No and probably they thought they were being perfectly clear. But once you lose the context of the times, the meaning can be lost.
I agree. I like they way you use the adjective "elected". There seems to be some disconnect between voting and the consequences of you vote. Probably, in the USA your vote means less than in any other Western democracy in the sense that both the Democratic and Republican parties are pretty corporate.
Perhaps the difference can be explained by Hanlon's Razor ("Never ascribe to deliberate malice that which can be explained by bungling incompetence"). For as much as Britons grumble and grouse about the government - all governments - I don't think it's a widespread belief that they're actively, sinisterly malicious. Useless, yes; clueless, yes; deliberately downright evil, not really. In America it seems to be widely held to be the opposite; there's very much a sense that government (frequently preceded by the word
big) is the enemy of the individual and his (needless to say, God-given) rights. I'm not convinced that Britons typically think that way. In rare and isolated examples, possibly - the mooted introduction of compulsory ID cards, for example - but not as a rule.
And then there's manifest destiny - America was/is a nation stolen from the indigenous people who had inhabited the land for millennia. Settlers had to grind their way west and doubtless felt in need of protection from those who were less than delighted about having their land and culture taken from them.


## Problem to solve:
Output every line below as it stands, dropping only the images.

## Data provided:
• • •
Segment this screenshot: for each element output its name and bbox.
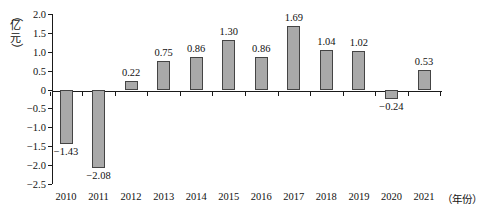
- bar-value-label-2019: 1.02: [350, 37, 368, 48]
- bar-value-label-2020: −0.24: [379, 101, 403, 112]
- y-axis-line: [52, 14, 53, 184]
- x-axis-tick-label-2020: 2020: [381, 191, 402, 202]
- bar-value-label-2017: 1.69: [285, 12, 303, 23]
- x-axis-tick: [147, 92, 148, 96]
- plot-area: 2.01.51.00.50−0.5−1.0−1.5−2.0−2.5−1.4320…: [52, 14, 442, 184]
- x-axis-tick: [408, 92, 409, 96]
- x-axis-tick: [82, 92, 83, 96]
- x-axis-tick-label-2013: 2013: [153, 191, 174, 202]
- x-axis-tick: [50, 92, 51, 96]
- bar-value-label-2011: −2.08: [86, 170, 110, 181]
- y-axis-tick-label: 1.0: [33, 46, 46, 57]
- y-axis-tick: [48, 90, 52, 91]
- x-axis-tick-label-2011: 2011: [88, 191, 109, 202]
- x-axis-tick-label-2018: 2018: [316, 191, 337, 202]
- x-axis-tick: [310, 92, 311, 96]
- x-axis-zero-line: [52, 91, 442, 92]
- x-axis-tick-label-2019: 2019: [348, 191, 369, 202]
- bar-2019: [352, 51, 365, 90]
- y-axis-tick-label: −1.0: [27, 122, 46, 133]
- x-axis-tick-label-2012: 2012: [121, 191, 142, 202]
- y-axis-title: （ 亿 元 ）: [4, 12, 26, 52]
- bar-value-label-2013: 0.75: [154, 47, 172, 58]
- x-axis-tick-label-2017: 2017: [283, 191, 304, 202]
- bar-value-label-2010: −1.43: [54, 146, 78, 157]
- bar-value-label-2021: 0.53: [415, 56, 433, 67]
- bar-value-label-2012: 0.22: [122, 67, 140, 78]
- y-axis-title-open-paren: （: [12, 10, 19, 22]
- bar-2011: [92, 90, 105, 169]
- y-axis-tick-label: −1.5: [27, 141, 46, 152]
- y-axis-tick: [48, 184, 52, 185]
- x-axis-tick: [278, 92, 279, 96]
- y-axis-tick-label: 0: [41, 84, 46, 95]
- y-axis-tick-label: 2.0: [33, 9, 46, 20]
- y-axis-tick: [48, 146, 52, 147]
- bar-2010: [60, 90, 73, 144]
- bar-2012: [125, 81, 138, 89]
- bar-2018: [320, 50, 333, 89]
- y-axis-tick-label: −0.5: [27, 103, 46, 114]
- x-axis-tick: [343, 92, 344, 96]
- y-axis-tick-label: 0.5: [33, 65, 46, 76]
- bar-2013: [157, 61, 170, 89]
- bar-2016: [255, 57, 268, 89]
- y-axis-tick: [48, 33, 52, 34]
- x-axis-tick: [440, 92, 441, 96]
- y-axis-tick: [48, 127, 52, 128]
- y-axis-tick: [48, 52, 52, 53]
- x-axis-tick-label-2014: 2014: [186, 191, 207, 202]
- x-axis-title: （年份）: [442, 191, 480, 206]
- x-axis-tick: [245, 92, 246, 96]
- bar-2014: [190, 57, 203, 89]
- y-axis-tick-label: −2.5: [27, 179, 46, 190]
- y-axis-tick: [48, 71, 52, 72]
- bar-2021: [418, 70, 431, 90]
- y-axis-tick-label: −2.0: [27, 160, 46, 171]
- bar-2017: [287, 26, 300, 90]
- bar-value-label-2015: 1.30: [220, 26, 238, 37]
- y-axis-tick: [48, 165, 52, 166]
- x-axis-tick: [115, 92, 116, 96]
- x-axis-tick: [375, 92, 376, 96]
- x-axis-tick: [180, 92, 181, 96]
- bar-2020: [385, 90, 398, 99]
- x-axis-tick-label-2021: 2021: [414, 191, 435, 202]
- x-axis-tick-label-2010: 2010: [56, 191, 77, 202]
- bar-value-label-2018: 1.04: [317, 36, 335, 47]
- bar-2015: [222, 40, 235, 89]
- bar-value-label-2014: 0.86: [187, 43, 205, 54]
- y-axis-tick-label: 1.5: [33, 27, 46, 38]
- x-axis-tick-label-2016: 2016: [251, 191, 272, 202]
- x-axis-tick: [212, 92, 213, 96]
- y-axis-tick: [48, 14, 52, 15]
- x-axis-tick-label-2015: 2015: [218, 191, 239, 202]
- y-axis-title-close-paren: ）: [12, 43, 19, 55]
- bar-value-label-2016: 0.86: [252, 43, 270, 54]
- y-axis-tick: [48, 108, 52, 109]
• • •
## Written solution:
Segment this screenshot: for each element output its name and bbox.
- bar-value-label-2019: 1.02: [350, 37, 368, 48]
- bar-value-label-2020: −0.24: [379, 101, 403, 112]
- y-axis-line: [52, 14, 53, 184]
- x-axis-tick-label-2020: 2020: [381, 191, 402, 202]
- bar-value-label-2017: 1.69: [285, 12, 303, 23]
- x-axis-tick: [147, 92, 148, 96]
- plot-area: 2.01.51.00.50−0.5−1.0−1.5−2.0−2.5−1.4320…: [52, 14, 442, 184]
- x-axis-tick: [408, 92, 409, 96]
- x-axis-tick: [82, 92, 83, 96]
- x-axis-tick-label-2013: 2013: [153, 191, 174, 202]
- x-axis-tick: [50, 92, 51, 96]
- bar-value-label-2011: −2.08: [86, 170, 110, 181]
- y-axis-tick-label: 1.0: [33, 46, 46, 57]
- y-axis-tick: [48, 90, 52, 91]
- x-axis-tick-label-2011: 2011: [88, 191, 109, 202]
- x-axis-tick-label-2018: 2018: [316, 191, 337, 202]
- x-axis-tick: [310, 92, 311, 96]
- x-axis-zero-line: [52, 91, 442, 92]
- x-axis-tick-label-2019: 2019: [348, 191, 369, 202]
- bar-2019: [352, 51, 365, 90]
- y-axis-tick-label: −1.0: [27, 122, 46, 133]
- x-axis-tick-label-2012: 2012: [121, 191, 142, 202]
- y-axis-title: （ 亿 元 ）: [4, 12, 26, 52]
- bar-value-label-2013: 0.75: [154, 47, 172, 58]
- x-axis-tick-label-2017: 2017: [283, 191, 304, 202]
- bar-value-label-2010: −1.43: [54, 146, 78, 157]
- bar-value-label-2021: 0.53: [415, 56, 433, 67]
- bar-value-label-2012: 0.22: [122, 67, 140, 78]
- y-axis-title-open-paren: （: [12, 10, 19, 22]
- bar-2011: [92, 90, 105, 169]
- y-axis-tick-label: −1.5: [27, 141, 46, 152]
- y-axis-tick: [48, 184, 52, 185]
- x-axis-tick: [278, 92, 279, 96]
- y-axis-tick-label: 0: [41, 84, 46, 95]
- y-axis-tick-label: 2.0: [33, 9, 46, 20]
- y-axis-tick: [48, 146, 52, 147]
- bar-2010: [60, 90, 73, 144]
- bar-2012: [125, 81, 138, 89]
- bar-2018: [320, 50, 333, 89]
- y-axis-tick-label: −0.5: [27, 103, 46, 114]
- x-axis-tick: [343, 92, 344, 96]
- y-axis-tick-label: 0.5: [33, 65, 46, 76]
- bar-2013: [157, 61, 170, 89]
- bar-2016: [255, 57, 268, 89]
- y-axis-tick: [48, 33, 52, 34]
- x-axis-tick: [440, 92, 441, 96]
- y-axis-tick: [48, 127, 52, 128]
- y-axis-tick: [48, 52, 52, 53]
- x-axis-tick-label-2014: 2014: [186, 191, 207, 202]
- x-axis-title: （年份）: [442, 191, 480, 206]
- x-axis-tick: [245, 92, 246, 96]
- bar-2014: [190, 57, 203, 89]
- y-axis-tick-label: −2.5: [27, 179, 46, 190]
- y-axis-tick: [48, 71, 52, 72]
- bar-2021: [418, 70, 431, 90]
- y-axis-tick-label: −2.0: [27, 160, 46, 171]
- bar-2017: [287, 26, 300, 90]
- bar-value-label-2015: 1.30: [220, 26, 238, 37]
- y-axis-tick: [48, 165, 52, 166]
- x-axis-tick: [115, 92, 116, 96]
- x-axis-tick: [375, 92, 376, 96]
- x-axis-tick: [180, 92, 181, 96]
- bar-2020: [385, 90, 398, 99]
- x-axis-tick-label-2021: 2021: [414, 191, 435, 202]
- x-axis-tick-label-2010: 2010: [56, 191, 77, 202]
- bar-value-label-2018: 1.04: [317, 36, 335, 47]
- bar-2015: [222, 40, 235, 89]
- bar-value-label-2014: 0.86: [187, 43, 205, 54]
- y-axis-tick-label: 1.5: [33, 27, 46, 38]
- x-axis-tick-label-2016: 2016: [251, 191, 272, 202]
- x-axis-tick: [212, 92, 213, 96]
- y-axis-tick: [48, 14, 52, 15]
- x-axis-tick-label-2015: 2015: [218, 191, 239, 202]
- y-axis-title-close-paren: ）: [12, 43, 19, 55]
- bar-value-label-2016: 0.86: [252, 43, 270, 54]
- y-axis-tick: [48, 108, 52, 109]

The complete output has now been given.